I’m working on plotting a bar chart to compare the first ten rows and the last ten rows of a column (unemployment rate)
the dataframe name is recent_grads
My code is:
first = recent_grads[:10]["Unemployment_rate"]
last = recent_grads[-10:]["Unemployment_rate"]
df = pd.DataFrame(first, last)
df.plot.bar(x = first, y = last, legend = False)
What I expected to happen: I expected it to returned a bar chart
What actually happened: However, Python keeps telling that the last 10 values in the last variable is not in the index
KeyError: '[0.047584 0.04010498 0.10711573 0.07754113 0.08174221 0.04632028\n 0.06511219 0.1490482 0.05362065 0.10494572] not in index'
Please help I tried Google and StackOverflow but nothing made sense.
Look at what the examples are putting into their x and y inputs.
As a start, you have to care about the type, value, and sometimes id() (when learning copying/iterators/OOP) of every python variable you use.
KeyError happens when something is used to index another object, usually a collection of items stored in key-value structure. You don’t have to know what the collection is, as long as you can see what was being used as a key to index and why it is wrong. Here you see a list of numbers separated by spaces and \n in the error message. Does it look familiar? Try to guess what it is, where it comes from.
Besides thinking about how the developers of Matplotlib may have implemented something, you can abstract away from the low level details and think about API design. Meaning what do the Matplotlib/Pandas developers intend for you to provide to make a function work?
(The function in this case being bar plotting).
Maybe the way you are thinking works, but are there other easier ways of API design that lighten the burden of users, so they have to provide less information/ type less? (this is the hint to answer to your question)
first and last are variables. "first" and "last" are strings. They represent different things. Pandas takes what you give and passes it to matplotlib, doing some checking along the way, this check generated the keyerror because it can’t find the column name you wanted in the dataframe you provided.
It’s hard in this case to google because every application can generate a different keyerror message depending on what wrong inputs were given, but when you have the chance to google a standardized error message,(like those designed by pandas developers using validate parameter during pd.merge) that can lead you to the place in the source code, and when you read the surrounding code and do some tracing, you can quickly learn what causes the error message.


* _REQUIRED WORK_:
Would you please transcribe the records below exactly, leaving out the pictures?

-*-*-

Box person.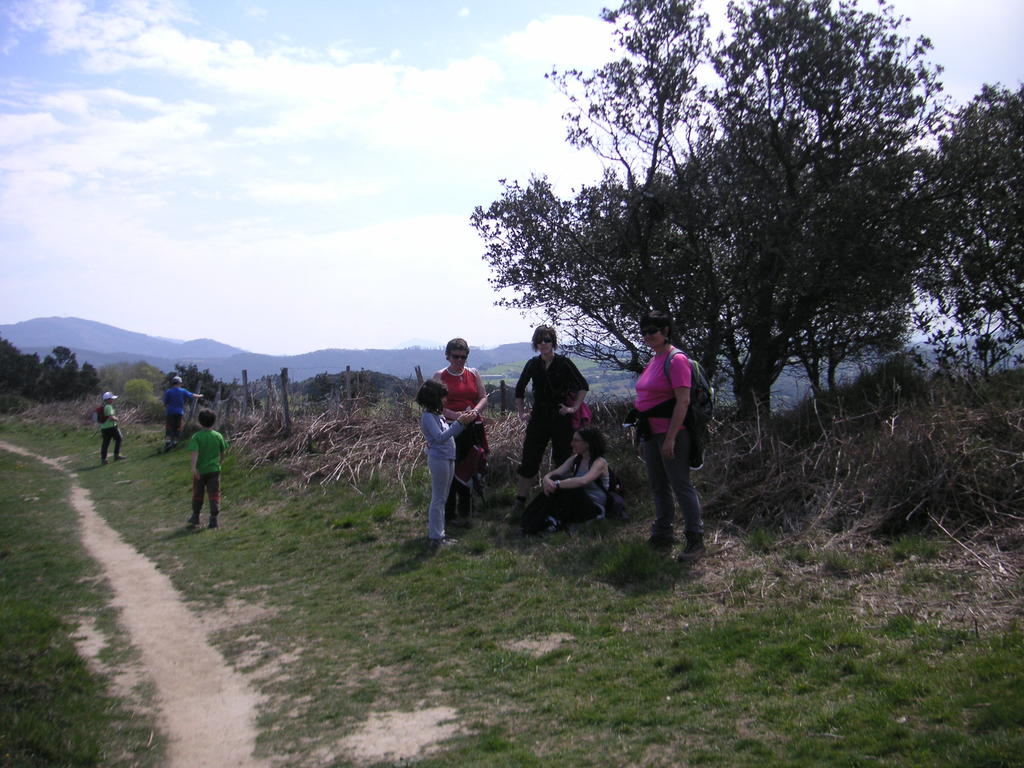
[x1=430, y1=333, x2=491, y2=532].
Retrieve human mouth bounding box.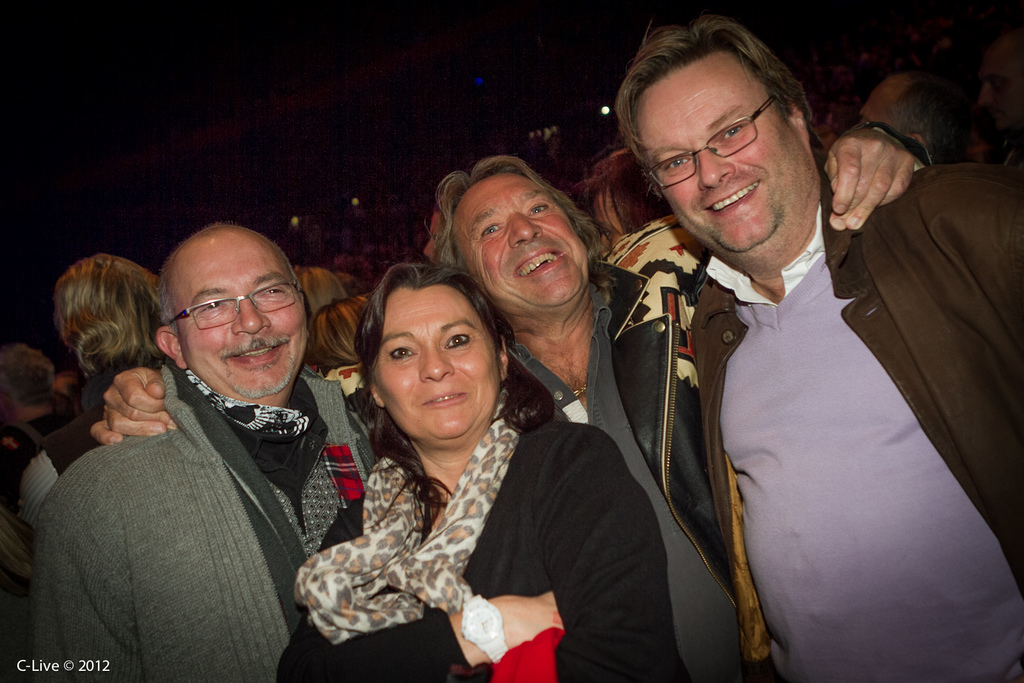
Bounding box: x1=230 y1=335 x2=286 y2=372.
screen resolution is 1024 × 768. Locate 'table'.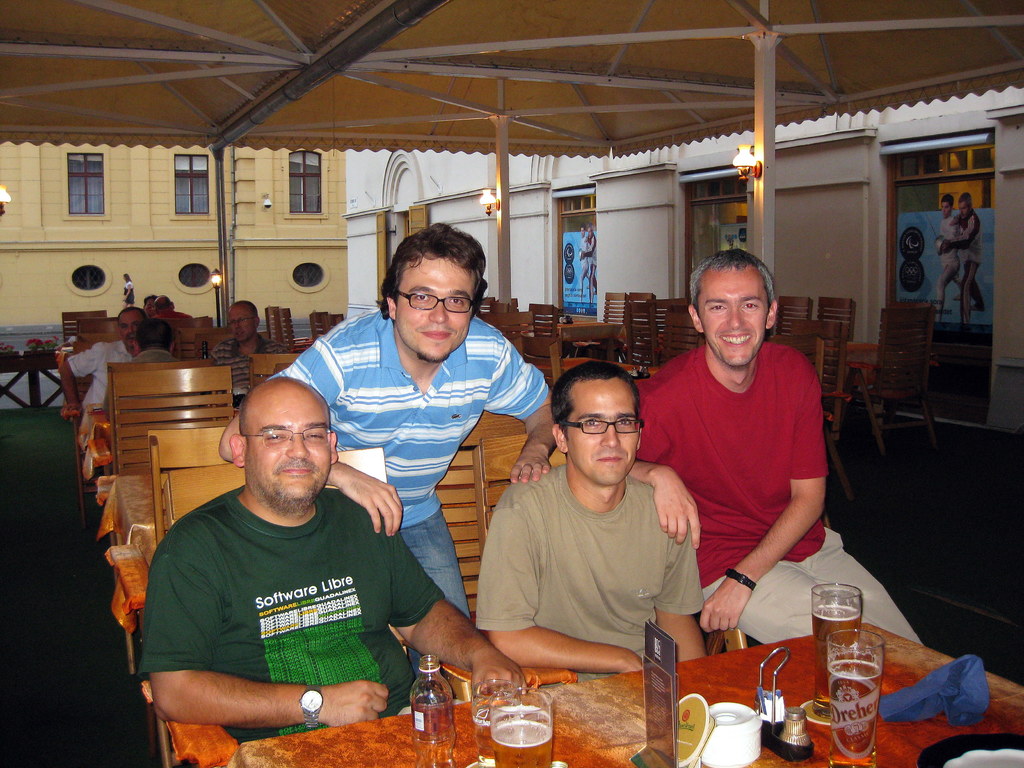
detection(93, 476, 169, 632).
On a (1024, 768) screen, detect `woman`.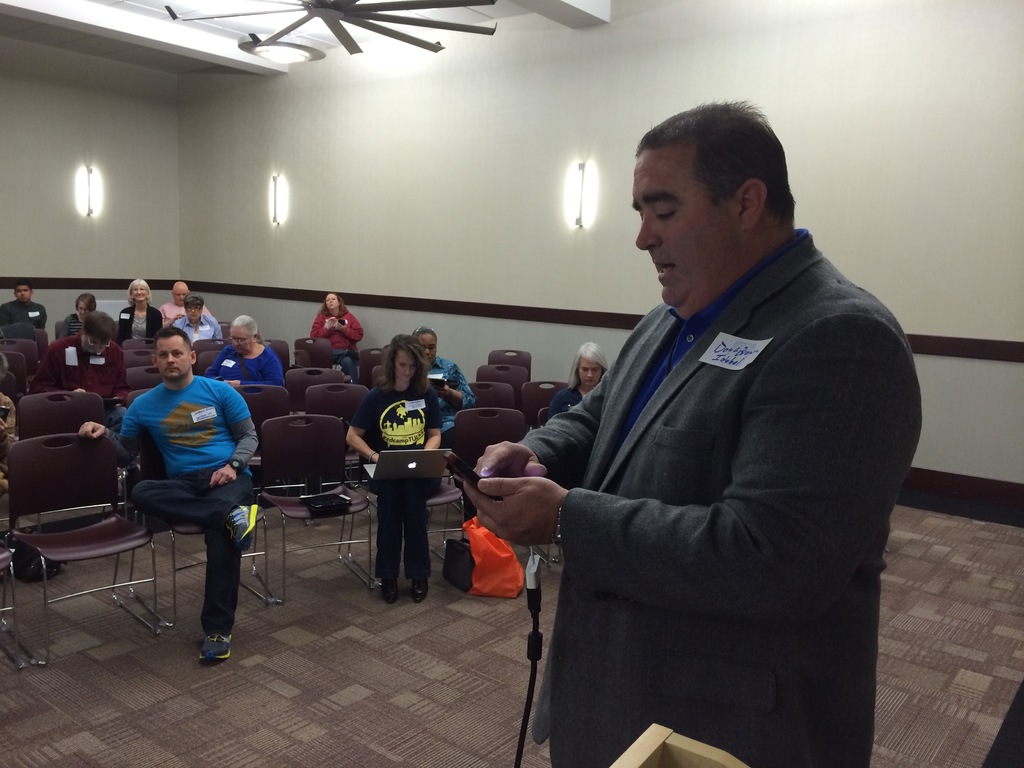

-*-*-

* _OUTPUT_:
Box person.
[x1=430, y1=333, x2=491, y2=532].
Retrieve human mouth bounding box.
Bounding box: x1=230 y1=335 x2=286 y2=372.
screen resolution is 1024 × 768. Locate 'table'.
detection(93, 476, 169, 632).
On a (1024, 768) screen, detect `woman`.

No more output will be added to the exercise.